The culmination of a decade-long, multi-billion-dollar development journey, the mission had once been due for launch in 2020 but engineering challenges caused years of delay.
Mr Bezos said that he was most nervous about landing the booster before Blue Origin's first launch attempt.
However, he added that sticking the landing would be the "icing on the cake" if they could achieve the milestone of getting the payload to its intended orbit.
Secured inside New Glenn's payload bay for the mission was the first prototype of Blue Origin's Blue Ring vehicle, a manoeuvrable spacecraft the company plans to sell to the Pentagon and commercial customers for national security and satellite servicing missions.
Today's mission sets up New Glenn's next planned flight in spring, Blue Origin's CEO Dave Limp said in a statement.

The company is likely to start an engineering investigation into the cause of the booster landing failure, potentially holding up progress to the next mission.
Blue Origin has several boosters in production at its Cape Canaveral rocket factory. The rocket's first attempt to launch last Monday was scrubbed around 8am Irish time because ice had accumulated on a propellant line.
However, today, the company cited no issues ahead of launch.
Mr Bezos monitored the launch from a few miles away in Blue Origin's mission control room, wearing a large headset and flanked by dozens of launch staff. Mr Limp was at a computer next to him.
New Glenn is expected to press ahead with a backlog of dozens of missions worth hundreds of millions of dollars, including up to 27 launches for Amazon's Kuiper satellite internet network that will rival SpaceX's Starlin service.
It is the latest US rocket to debut in recent years as governments and private companies beef up their space programmes and race to challenge Elon Musk's SpaceX and its workhorse Falcon 9.

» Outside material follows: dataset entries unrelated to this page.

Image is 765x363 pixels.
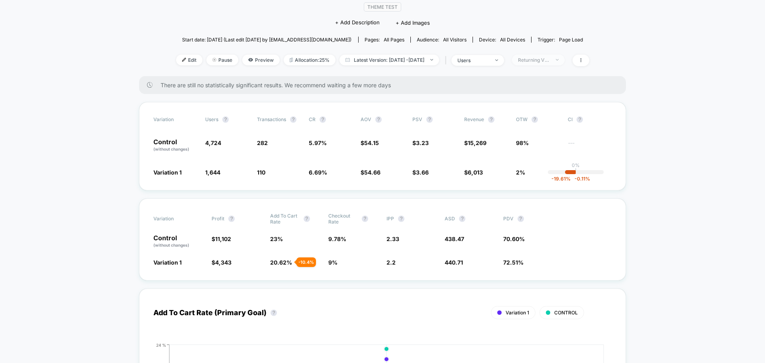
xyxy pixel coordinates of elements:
span: Allocation: 25% [284,55,335,65]
span: Start date: [DATE] (Last edit [DATE] by [EMAIL_ADDRESS][DOMAIN_NAME]) [182,37,351,43]
span: OTW [516,116,560,123]
div: Audience: [417,37,467,43]
button: ? [270,310,277,316]
span: 2.33 [386,235,399,242]
button: ? [517,216,524,222]
span: Revenue [464,116,484,122]
span: Pause [206,55,238,65]
span: IPP [386,216,394,221]
button: ? [290,116,296,123]
img: end [212,58,216,62]
span: 20.62 % [270,259,292,266]
span: 11,102 [215,235,231,242]
span: Device: [472,37,531,43]
tspan: 24 % [156,342,166,347]
span: 5.97 % [309,139,327,146]
span: $ [464,169,483,176]
span: ASD [445,216,455,221]
span: 2% [516,169,525,176]
button: ? [228,216,235,222]
button: ? [304,216,310,222]
span: -19.61 % [551,176,570,182]
span: 3.66 [416,169,429,176]
span: AOV [361,116,371,122]
img: end [556,59,559,61]
img: end [430,59,433,61]
span: $ [412,139,429,146]
span: $ [212,259,231,266]
span: | [443,55,451,66]
span: Edit [176,55,202,65]
button: ? [488,116,494,123]
span: all devices [500,37,525,43]
button: ? [531,116,538,123]
p: Control [153,139,197,152]
span: 98% [516,139,529,146]
span: users [205,116,218,122]
span: Variation 1 [153,169,182,176]
span: Add To Cart Rate [270,213,300,225]
span: 15,269 [468,139,486,146]
span: Variation 1 [153,259,182,266]
span: CONTROL [554,310,578,316]
span: 6,013 [468,169,483,176]
span: Profit [212,216,224,221]
span: 2.2 [386,259,396,266]
span: -0.11 % [570,176,590,182]
span: Transactions [257,116,286,122]
div: users [457,57,489,63]
span: 4,724 [205,139,221,146]
span: All Visitors [443,37,467,43]
div: - 10.4 % [296,257,316,267]
span: 6.69 % [309,169,327,176]
span: CI [568,116,612,123]
span: $ [412,169,429,176]
span: $ [361,139,379,146]
span: 4,343 [215,259,231,266]
button: ? [375,116,382,123]
p: | [575,168,576,174]
span: Variation 1 [506,310,529,316]
span: Variation [153,116,197,123]
span: Checkout Rate [328,213,358,225]
span: PDV [503,216,514,221]
span: Variation [153,213,197,225]
span: Page Load [559,37,583,43]
span: $ [361,169,380,176]
span: --- [568,141,612,152]
span: Theme Test [364,2,401,12]
span: 23 % [270,235,283,242]
span: PSV [412,116,422,122]
span: Preview [242,55,280,65]
span: (without changes) [153,243,189,247]
span: CR [309,116,316,122]
span: 438.47 [445,235,464,242]
span: + Add Description [335,19,380,27]
p: 0% [572,162,580,168]
span: 3.23 [416,139,429,146]
button: ? [459,216,465,222]
button: ? [222,116,229,123]
span: There are still no statistically significant results. We recommend waiting a few more days [161,82,610,88]
span: all pages [384,37,404,43]
span: 54.15 [364,139,379,146]
p: Control [153,235,204,248]
button: ? [426,116,433,123]
span: 9.78 % [328,235,346,242]
button: ? [320,116,326,123]
span: 110 [257,169,265,176]
button: ? [362,216,368,222]
img: rebalance [290,58,293,62]
button: ? [576,116,583,123]
span: Latest Version: [DATE] - [DATE] [339,55,439,65]
span: $ [212,235,231,242]
button: ? [398,216,404,222]
span: 1,644 [205,169,220,176]
span: 72.51 % [503,259,523,266]
span: 282 [257,139,268,146]
span: + Add Images [396,20,430,26]
div: Returning Visitors [518,57,550,63]
img: end [495,59,498,61]
span: 54.66 [364,169,380,176]
div: Pages: [365,37,404,43]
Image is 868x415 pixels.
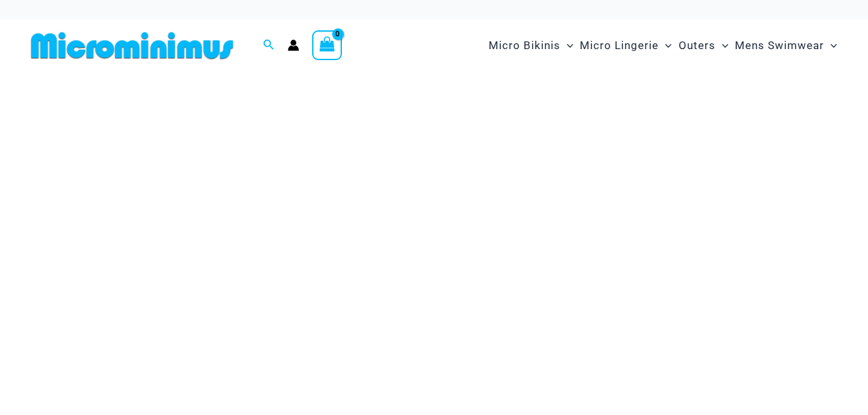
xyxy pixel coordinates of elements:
[312,30,342,60] a: View Shopping Cart, empty
[576,26,675,65] a: Micro LingerieMenu ToggleMenu Toggle
[483,24,842,67] nav: Site Navigation
[26,31,238,60] img: MM SHOP LOGO FLAT
[732,26,841,65] a: Mens SwimwearMenu ToggleMenu Toggle
[679,29,715,62] span: Outers
[676,26,732,65] a: OutersMenu ToggleMenu Toggle
[288,40,299,51] a: Account icon link
[561,29,574,62] span: Menu Toggle
[715,29,728,62] span: Menu Toggle
[263,38,275,53] a: Search icon link
[735,29,824,62] span: Mens Swimwear
[659,29,672,62] span: Menu Toggle
[489,29,561,62] span: Micro Bikinis
[485,26,576,65] a: Micro BikinisMenu ToggleMenu Toggle
[580,29,659,62] span: Micro Lingerie
[824,29,837,62] span: Menu Toggle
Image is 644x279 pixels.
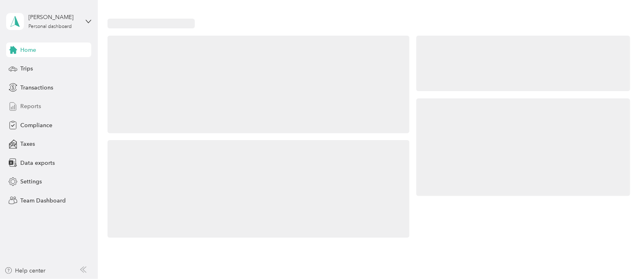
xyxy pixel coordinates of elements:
[20,159,55,167] span: Data exports
[20,65,33,73] span: Trips
[20,84,53,92] span: Transactions
[20,121,52,130] span: Compliance
[5,267,46,275] button: Help center
[20,177,42,186] span: Settings
[20,46,36,54] span: Home
[28,13,79,22] div: [PERSON_NAME]
[20,196,66,205] span: Team Dashboard
[20,102,41,111] span: Reports
[28,24,72,29] div: Personal dashboard
[20,140,35,148] span: Taxes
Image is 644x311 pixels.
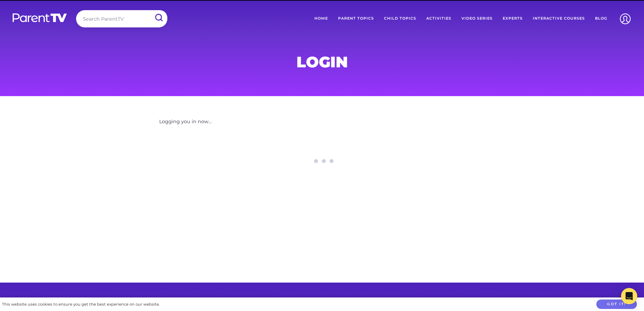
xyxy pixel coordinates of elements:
a: Child Topics [379,10,421,27]
a: Activities [421,10,456,27]
a: Video Series [456,10,498,27]
a: Experts [498,10,528,27]
button: Got it! [597,300,637,310]
div: Open Intercom Messenger [621,288,638,305]
p: Logging you in now... [159,117,485,127]
h1: Login [159,55,485,69]
input: Search ParentTV [76,10,167,27]
img: Account [617,10,634,27]
input: Submit [150,10,167,26]
a: Parent Topics [333,10,379,27]
a: Blog [590,10,613,27]
a: Home [309,10,333,27]
img: parenttv-logo-white.4c85aaf.svg [12,13,68,23]
div: This website uses cookies to ensure you get the best experience on our website. [2,301,160,308]
a: Interactive Courses [528,10,590,27]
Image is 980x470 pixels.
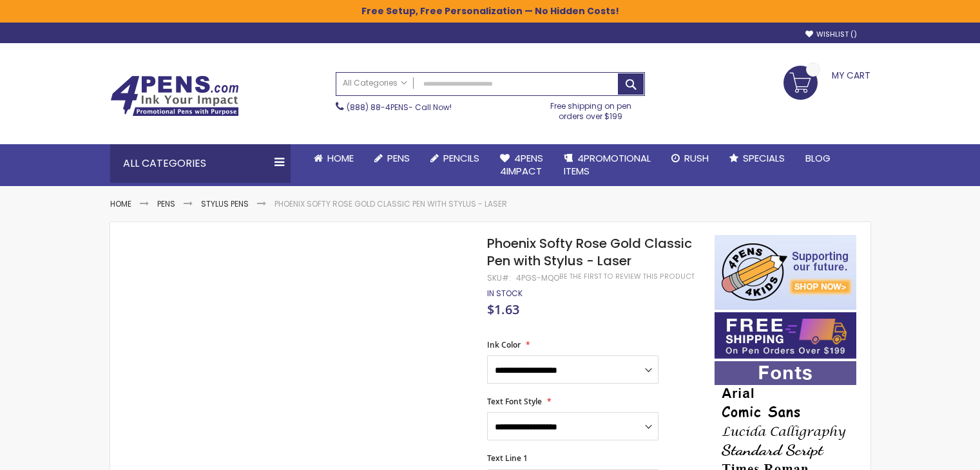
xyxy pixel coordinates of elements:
a: All Categories [336,72,414,94]
div: 4PGS-MQO [516,273,560,283]
img: 4Pens Custom Pens and Promotional Products [110,75,239,116]
span: 4Pens 4impact [500,151,544,178]
a: 4PROMOTIONALITEMS [553,144,661,186]
span: Specials [743,151,785,164]
span: Blog [806,151,831,164]
span: Ink Color [487,340,520,350]
div: Free shipping on pen orders over $199 [536,96,645,122]
span: Text Line 1 [487,453,528,464]
a: Stylus Pens [201,198,249,209]
span: 4PROMOTIONAL ITEMS [564,151,651,178]
img: Free shipping on orders over $199 [714,313,857,358]
span: Text Font Style [487,396,542,407]
a: (888) 88-4PENS [347,102,409,113]
a: Pens [364,144,420,172]
img: 4pens 4 kids [714,235,857,310]
span: Pens [387,151,410,164]
a: Rush [661,144,719,172]
a: Specials [719,144,795,172]
span: Home [327,151,354,164]
span: All Categories [342,78,407,88]
a: Pencils [420,144,490,172]
a: Home [110,198,131,209]
span: Pencils [444,151,479,164]
a: Home [303,144,364,172]
a: 4Pens4impact [490,144,553,186]
div: All Categories [110,144,291,183]
a: Wishlist [806,29,857,39]
span: In stock [487,288,522,298]
span: Phoenix Softy Rose Gold Classic Pen with Stylus - Laser [487,234,692,270]
div: Availability [487,289,522,298]
li: Phoenix Softy Rose Gold Classic Pen with Stylus - Laser [275,199,507,209]
a: Pens [157,198,175,209]
strong: SKU [487,273,511,283]
a: Be the first to review this product [560,272,695,281]
span: - Call Now! [347,102,452,113]
span: $1.63 [487,301,520,318]
a: Blog [795,144,841,172]
span: Rush [684,151,709,164]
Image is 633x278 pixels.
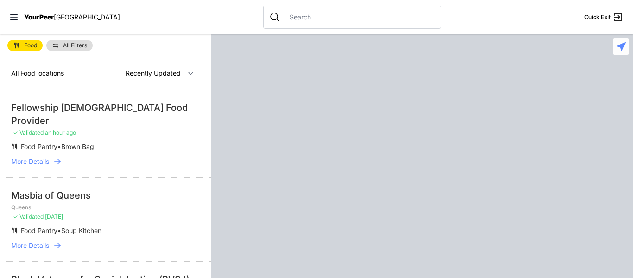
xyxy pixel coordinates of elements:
[7,40,43,51] a: Food
[11,101,200,127] div: Fellowship [DEMOGRAPHIC_DATA] Food Provider
[11,69,64,77] span: All Food locations
[61,142,94,150] span: Brown Bag
[11,189,200,202] div: Masbia of Queens
[24,14,120,20] a: YourPeer[GEOGRAPHIC_DATA]
[11,203,200,211] p: Queens
[11,157,49,166] span: More Details
[54,13,120,21] span: [GEOGRAPHIC_DATA]
[11,240,49,250] span: More Details
[21,226,57,234] span: Food Pantry
[46,40,93,51] a: All Filters
[13,213,44,220] span: ✓ Validated
[11,240,200,250] a: More Details
[584,13,611,21] span: Quick Exit
[13,129,44,136] span: ✓ Validated
[45,213,63,220] span: [DATE]
[63,43,87,48] span: All Filters
[57,226,61,234] span: •
[57,142,61,150] span: •
[45,129,76,136] span: an hour ago
[584,12,624,23] a: Quick Exit
[284,13,435,22] input: Search
[11,157,200,166] a: More Details
[21,142,57,150] span: Food Pantry
[24,13,54,21] span: YourPeer
[61,226,101,234] span: Soup Kitchen
[24,43,37,48] span: Food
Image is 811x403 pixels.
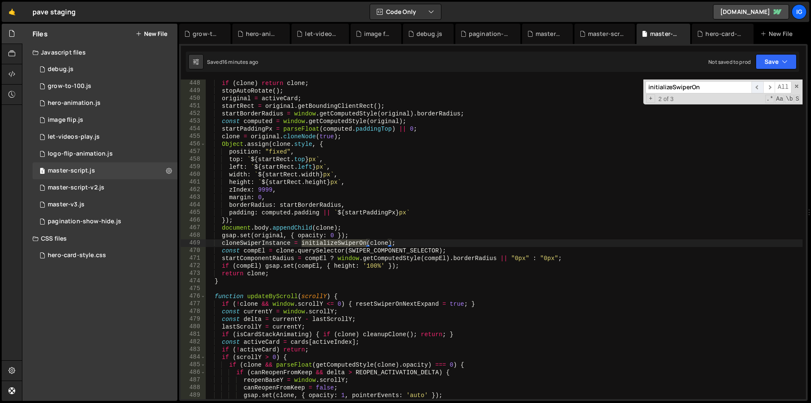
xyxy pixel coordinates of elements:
div: 466 [181,216,206,224]
button: Save [756,54,797,69]
div: grow-to-100.js [193,30,221,38]
div: Javascript files [22,44,177,61]
div: 473 [181,270,206,277]
div: 16760/45785.js [33,95,177,112]
div: 16760/45783.js [33,78,177,95]
div: 16 minutes ago [222,58,258,66]
div: 461 [181,178,206,186]
div: 465 [181,209,206,216]
span: ​ [764,81,775,93]
span: Whole Word Search [785,95,794,103]
div: 475 [181,285,206,292]
div: pave staging [33,7,76,17]
div: 459 [181,163,206,171]
div: 467 [181,224,206,232]
div: 453 [181,117,206,125]
div: 456 [181,140,206,148]
div: 452 [181,110,206,117]
div: hero-animation.js [48,99,101,107]
button: New File [136,30,167,37]
span: ​ [752,81,764,93]
div: 474 [181,277,206,285]
div: 488 [181,384,206,391]
div: 476 [181,292,206,300]
span: Alt-Enter [775,81,792,93]
h2: Files [33,29,48,38]
span: Toggle Replace mode [647,94,655,103]
div: 16760/46602.js [33,61,177,78]
span: CaseSensitive Search [775,95,784,103]
span: 1 [40,168,45,175]
div: debug.js [48,66,74,73]
span: RegExp Search [766,95,775,103]
div: 470 [181,247,206,254]
div: 479 [181,315,206,323]
div: 16760/45980.js [33,179,177,196]
div: 455 [181,133,206,140]
div: master-script.js [48,167,95,175]
div: 462 [181,186,206,194]
a: [DOMAIN_NAME] [713,4,789,19]
div: 482 [181,338,206,346]
div: master-v3.js [48,201,85,208]
div: hero-card-style.css [706,30,744,38]
div: 478 [181,308,206,315]
div: 471 [181,254,206,262]
div: 464 [181,201,206,209]
div: 469 [181,239,206,247]
div: 454 [181,125,206,133]
div: 472 [181,262,206,270]
div: 16760/46600.js [33,213,177,230]
span: 2 of 3 [655,95,677,103]
div: 489 [181,391,206,399]
div: 457 [181,148,206,156]
div: let-videos-play.js [48,133,100,141]
div: 487 [181,376,206,384]
div: 481 [181,330,206,338]
div: 448 [181,79,206,87]
a: ig [792,4,807,19]
div: 16760/46375.js [33,145,177,162]
div: image flip.js [364,30,391,38]
div: CSS files [22,230,177,247]
div: let-videos-play.js [305,30,339,38]
div: 451 [181,102,206,110]
a: 🤙 [2,2,22,22]
div: master-script-v2.js [48,184,104,191]
div: 484 [181,353,206,361]
div: 477 [181,300,206,308]
div: logo-flip-animation.js [48,150,113,158]
div: 463 [181,194,206,201]
div: 485 [181,361,206,369]
div: 450 [181,95,206,102]
span: Search In Selection [795,95,800,103]
div: pagination-show-hide.js [469,30,511,38]
div: hero-card-style.css [48,251,106,259]
div: 486 [181,369,206,376]
div: hero-animation.js [246,30,280,38]
div: Not saved to prod [709,58,751,66]
input: Search for [646,81,752,93]
div: 16760/46055.js [33,196,177,213]
div: Saved [207,58,258,66]
div: image flip.js [48,116,83,124]
button: Code Only [370,4,441,19]
div: 16760/45786.js [33,162,177,179]
div: 460 [181,171,206,178]
div: 16760/46836.js [33,128,177,145]
div: pagination-show-hide.js [48,218,121,225]
div: 16760/46741.js [33,112,177,128]
div: 449 [181,87,206,95]
div: New File [761,30,796,38]
div: 16760/45784.css [33,247,177,264]
div: 458 [181,156,206,163]
div: 480 [181,323,206,330]
div: grow-to-100.js [48,82,91,90]
div: debug.js [417,30,442,38]
div: master-script.js [650,30,680,38]
div: 483 [181,346,206,353]
div: master-script-v2.js [588,30,625,38]
div: 468 [181,232,206,239]
div: master-v3.js [536,30,563,38]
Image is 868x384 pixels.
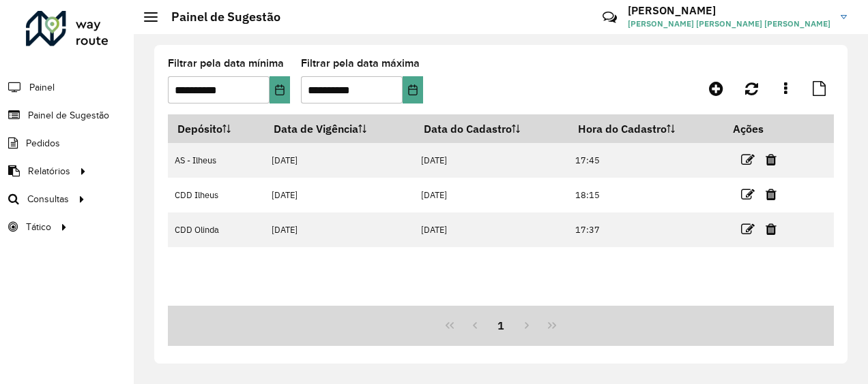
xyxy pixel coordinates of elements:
[414,212,568,247] td: [DATE]
[264,178,413,212] td: [DATE]
[723,114,805,143] th: Ações
[301,55,420,72] label: Filtrar pela data máxima
[568,178,723,212] td: 18:15
[414,143,568,178] td: [DATE]
[595,3,624,32] a: Contato Rápido
[765,150,776,169] a: Excluir
[28,108,109,122] span: Painel de Sugestão
[27,192,69,207] span: Consultas
[628,4,830,17] h3: [PERSON_NAME]
[765,220,776,238] a: Excluir
[28,165,70,179] span: Relatórios
[568,143,723,178] td: 17:45
[568,114,723,143] th: Hora do Cadastro
[628,18,830,30] span: [PERSON_NAME] [PERSON_NAME] [PERSON_NAME]
[26,220,51,235] span: Tático
[741,185,755,204] a: Editar
[158,10,280,24] h2: Painel de Sugestão
[264,212,413,247] td: [DATE]
[269,76,290,103] button: Choose Date
[167,55,284,72] label: Filtrar pela data mínima
[30,80,55,94] span: Painel
[26,137,60,150] span: Pedidos
[568,212,723,247] td: 17:37
[167,212,264,247] td: CDD Olinda
[402,76,423,103] button: Choose Date
[414,114,568,143] th: Data do Cadastro
[167,178,264,212] td: CDD Ilheus
[167,143,264,178] td: AS - Ilheus
[167,114,264,143] th: Depósito
[264,114,413,143] th: Data de Vigência
[264,143,413,178] td: [DATE]
[741,150,755,169] a: Editar
[741,220,755,238] a: Editar
[414,178,568,212] td: [DATE]
[765,185,776,204] a: Excluir
[488,313,514,339] button: 1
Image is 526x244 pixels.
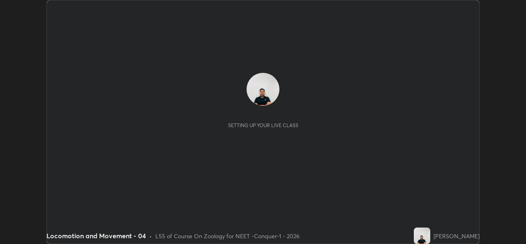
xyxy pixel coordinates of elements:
[46,231,146,241] div: Locomotion and Movement - 04
[155,231,300,240] div: L55 of Course On Zoology for NEET -Conquer-1 - 2026
[414,227,430,244] img: bc45ff1babc54a88b3b2e133d9890c25.jpg
[434,231,480,240] div: [PERSON_NAME]
[149,231,152,240] div: •
[247,73,280,106] img: bc45ff1babc54a88b3b2e133d9890c25.jpg
[228,122,299,128] div: Setting up your live class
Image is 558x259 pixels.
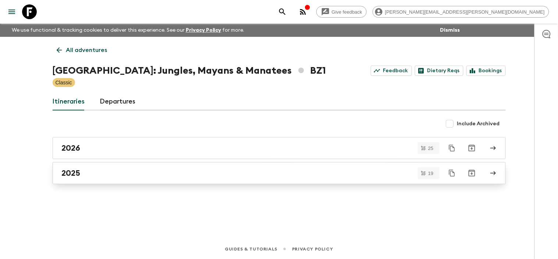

NASA's giant Space Launch System rocket had a successful debut in 2022, as did the Vulcan rocket last year from United Launch Alliance, Boeing and Lockheed Martin's joint launch venture.

New Glenn is roughly twice as powerful as Falcon 9, the world's most active rocket, with a payload bay diameter two times larger to fit bigger batches of satellites.
Blue Origin has not disclosed the rocket's launch pricing. Falcon 9 starts at around $62 million (€60m).
The development of New Glenn has spanned three Blue Origin CEOs and faced numerous delays as SpaceX grew into an industry juggernaut.
SpaceX's giant, next-generation Starship rocket in development, which New Glenn will also compete with, is expected to further rattle the industry with cheap rides to space and full reusability.
In late 2023, Mr Bezos moved to speed things up at Blue Origin, prioritising the development of New Glenn and its BE-4 engines.
He named Mr Limp, an Amazon veteran, as CEO, who employees say introduced a sense of urgency to compete with SpaceX.